A log archive serves infrequently accessed user documents that must be available immediately when requested. Which S3 storage class is likely the best cost fit? The design must avoid adding custom operational scripts.
Infrequent Access classes reduce storage cost while keeping millisecond retrieval.
Why this answer
S3 Standard-IA or S3 One Zone-IA is the best cost fit because the workload involves infrequently accessed documents that require immediate retrieval. These storage classes offer lower storage costs than S3 Standard while maintaining low-latency access (milliseconds), and they avoid custom operational scripts since retrieval is automatic via standard S3 GET requests. The choice between Standard-IA and One Zone-IA depends on whether the data requires multi-AZ resilience or can tolerate a single-AZ failure.
Exam trap
AWS often tests the misconception that 'infrequently accessed' automatically means Glacier or Deep Archive, but the key differentiator is the 'immediate availability' requirement, which eliminates any cold storage class with retrieval delays.
How to eliminate wrong answers
Option A is wrong because instance store volumes are ephemeral block storage attached to EC2 instances, not a durable S3 storage class, and they lose data on instance stop/termination, making them unsuitable for long-term log archives. Option C is wrong because S3 Standard is designed for frequently accessed data with higher storage costs, making it cost-inefficient for infrequently accessed documents, even though it provides immediate availability. Option D is wrong because S3 Glacier Deep Archive has retrieval times of 12-48 hours (not immediate), which violates the requirement for documents to be available immediately when requested.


Your goal: Your reply should be the records below, duplicated exactly, with any picture removed.

= Beginning of Section =

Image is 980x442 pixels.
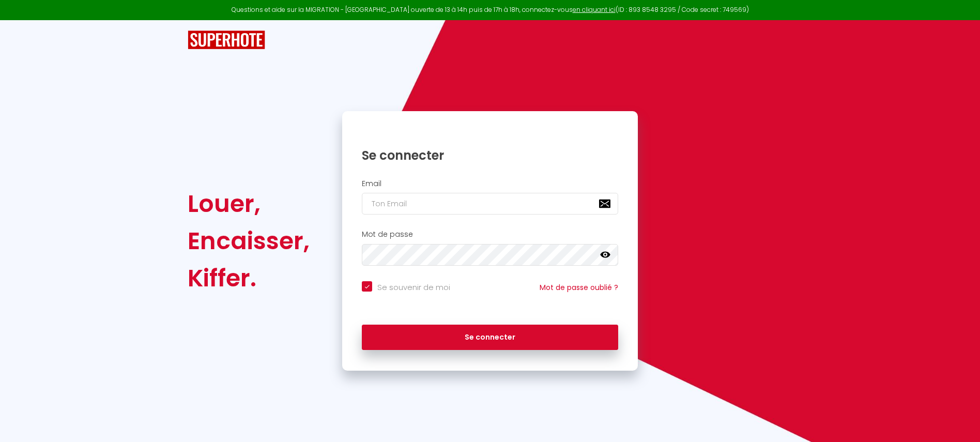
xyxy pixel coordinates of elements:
[187,185,309,222] div: Louer,
[361,179,619,188] h2: Email
[187,31,265,50] img: SuperHote logo
[361,324,619,350] button: Se connecter
[539,282,619,293] a: Mot de passe oublié ?
[187,222,309,259] div: Encaisser,
[361,193,619,214] input: Ton Email
[361,147,619,163] h1: Se connecter
[187,259,309,297] div: Kiffer.
[361,230,619,239] h2: Mot de passe
[573,6,615,14] a: en cliquant ici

= End of Section =

Output of the task:
Image is 980x442 pixels.
xyxy pixel coordinates of elements:
[187,185,309,222] div: Louer,
[361,179,619,188] h2: Email
[187,31,265,50] img: SuperHote logo
[361,324,619,350] button: Se connecter
[539,282,619,293] a: Mot de passe oublié ?
[187,222,309,259] div: Encaisser,
[361,193,619,214] input: Ton Email
[361,147,619,163] h1: Se connecter
[187,259,309,297] div: Kiffer.
[361,230,619,239] h2: Mot de passe
[573,6,615,14] a: en cliquant ici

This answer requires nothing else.